◆ **TASK TO COMPLETE**: What is needed is an exact repeat of the lines from the one holding "Describe the element" through the final line of the data, with no pictures.

======== DATA FOR THIS EXERCISE

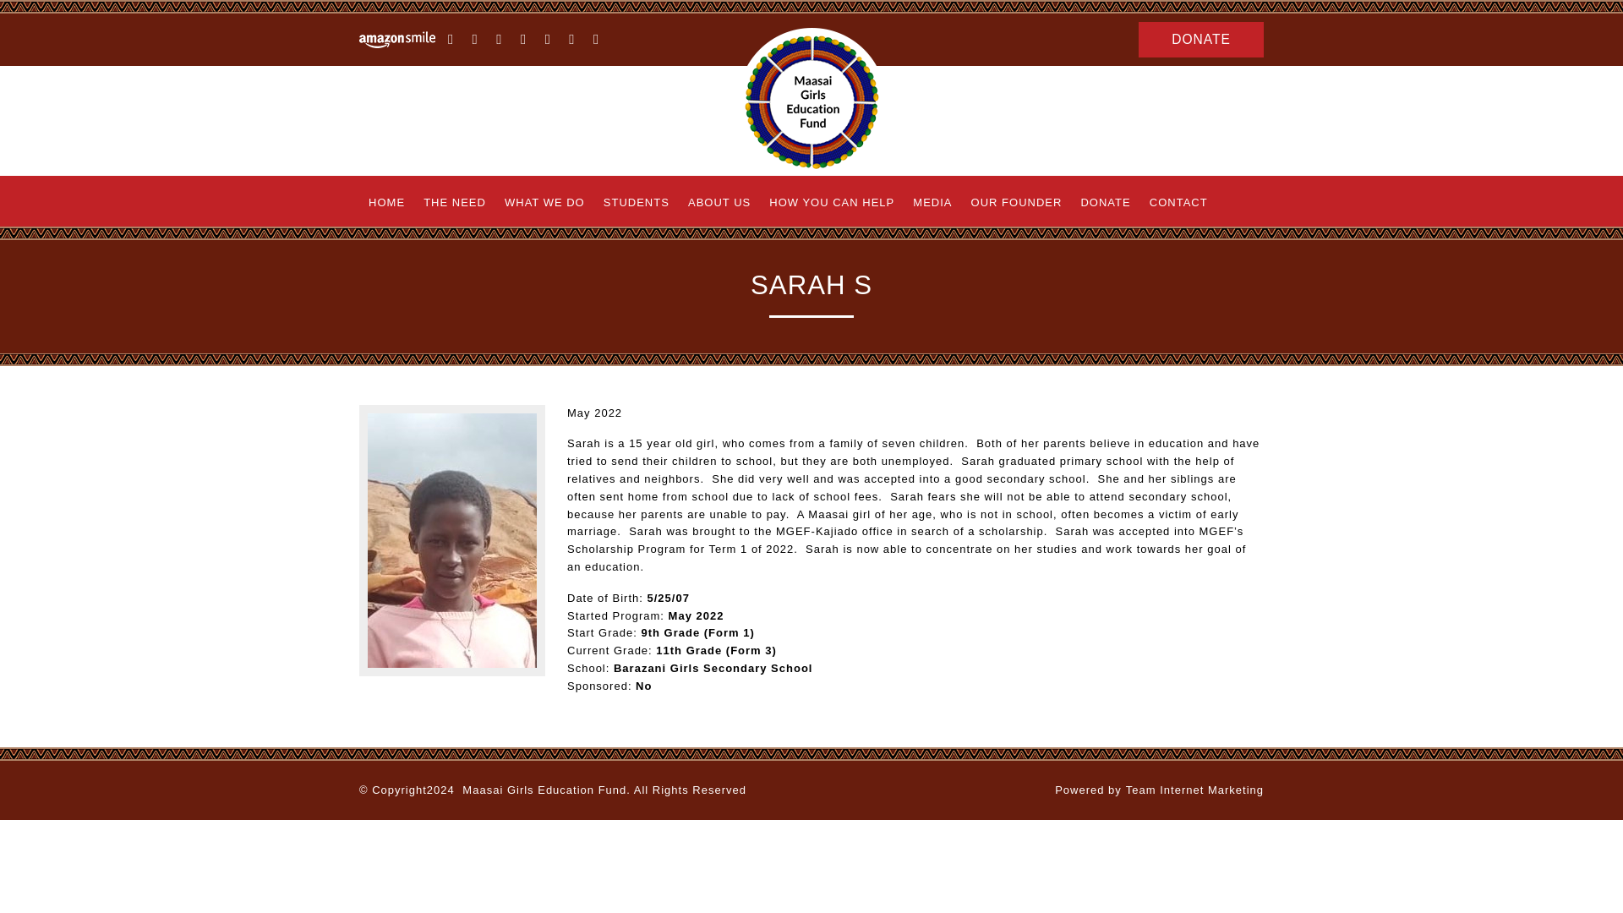 The width and height of the screenshot is (1623, 913). What do you see at coordinates (544, 203) in the screenshot?
I see `WHAT WE DO` at bounding box center [544, 203].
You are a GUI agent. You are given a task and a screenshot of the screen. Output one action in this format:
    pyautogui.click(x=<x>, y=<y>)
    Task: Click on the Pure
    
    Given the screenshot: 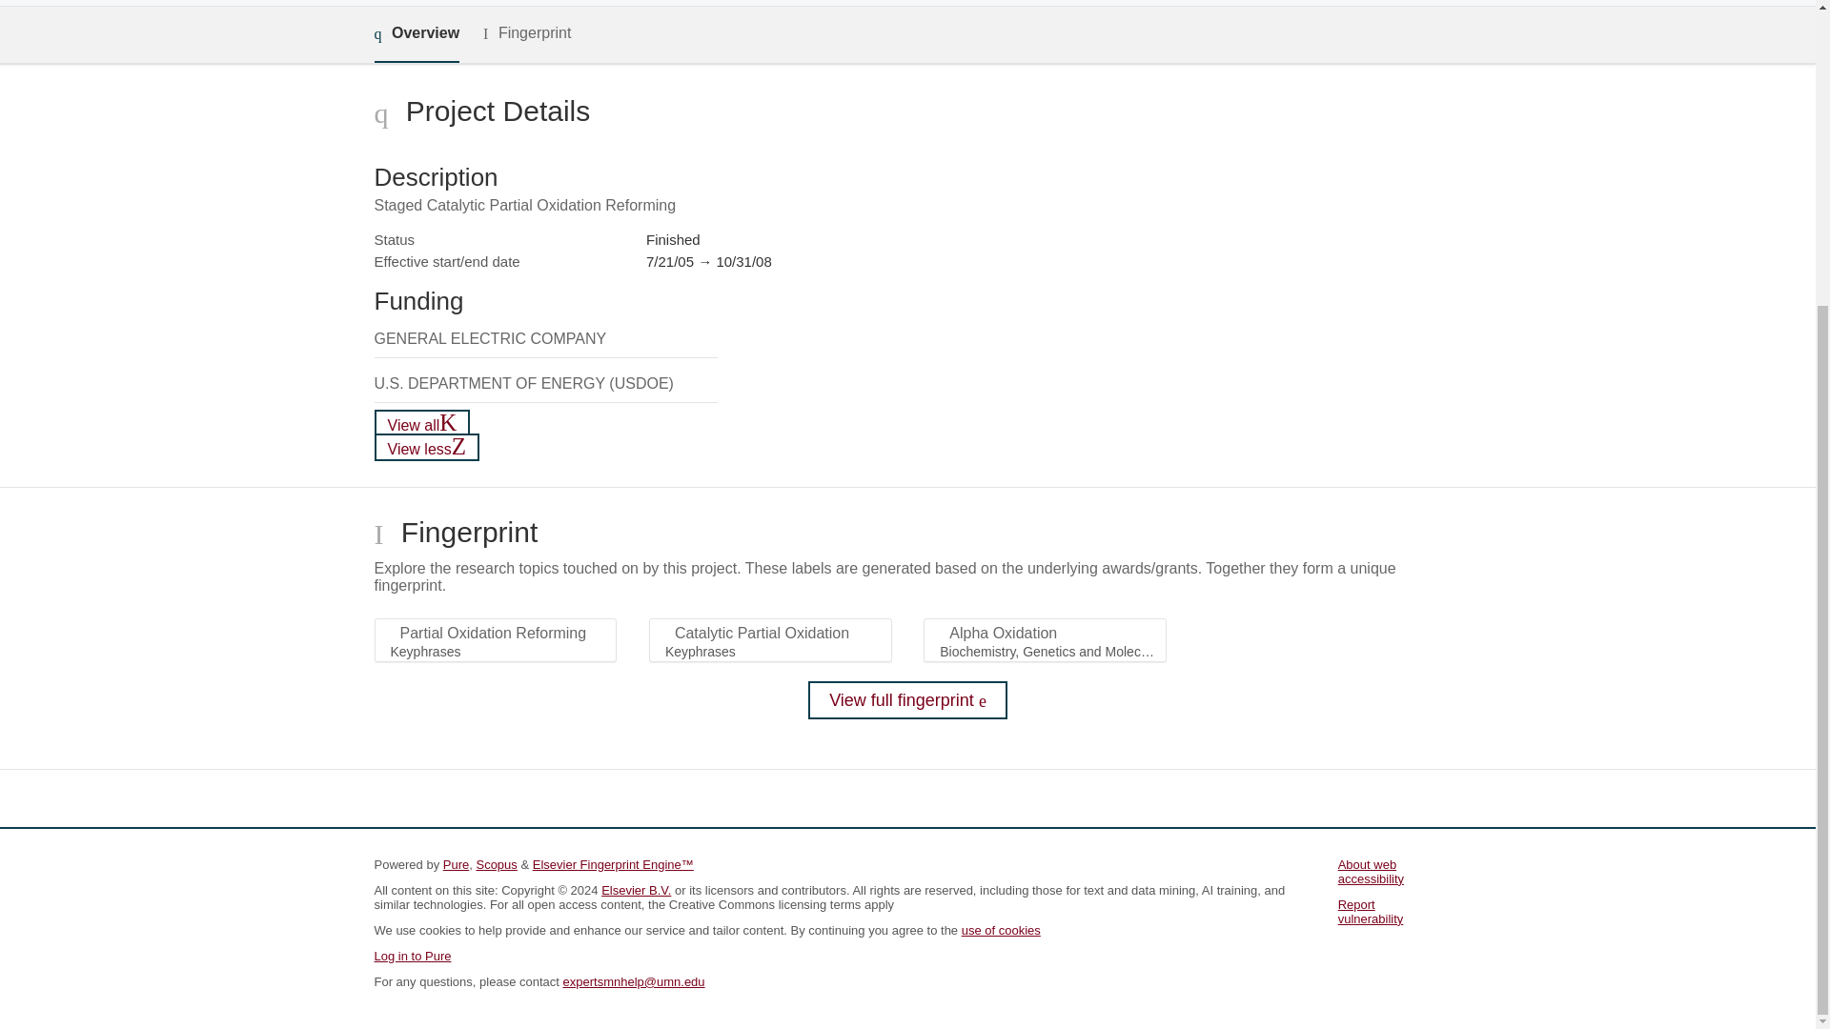 What is the action you would take?
    pyautogui.click(x=456, y=864)
    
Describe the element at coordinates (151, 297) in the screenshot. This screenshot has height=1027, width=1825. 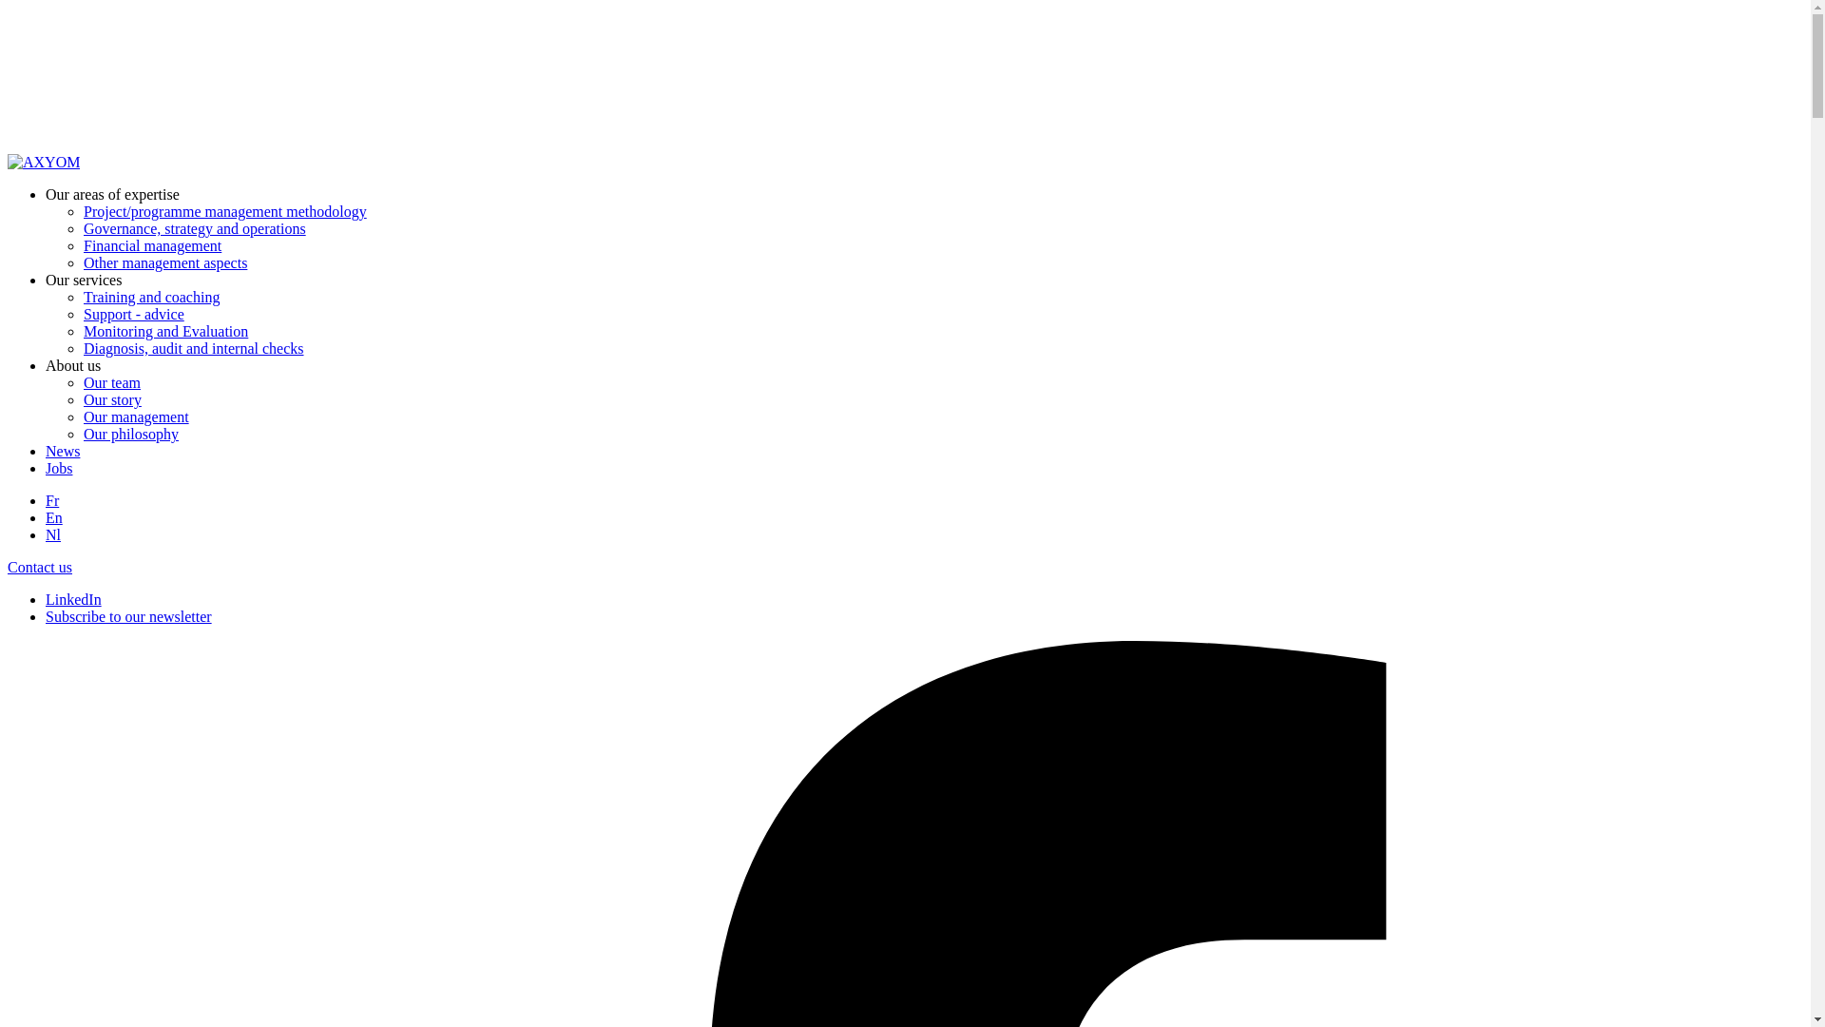
I see `Training and coaching` at that location.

================

◆ **RESPONSE**:
Describe the element at coordinates (151, 297) in the screenshot. This screenshot has height=1027, width=1825. 
I see `Training and coaching` at that location.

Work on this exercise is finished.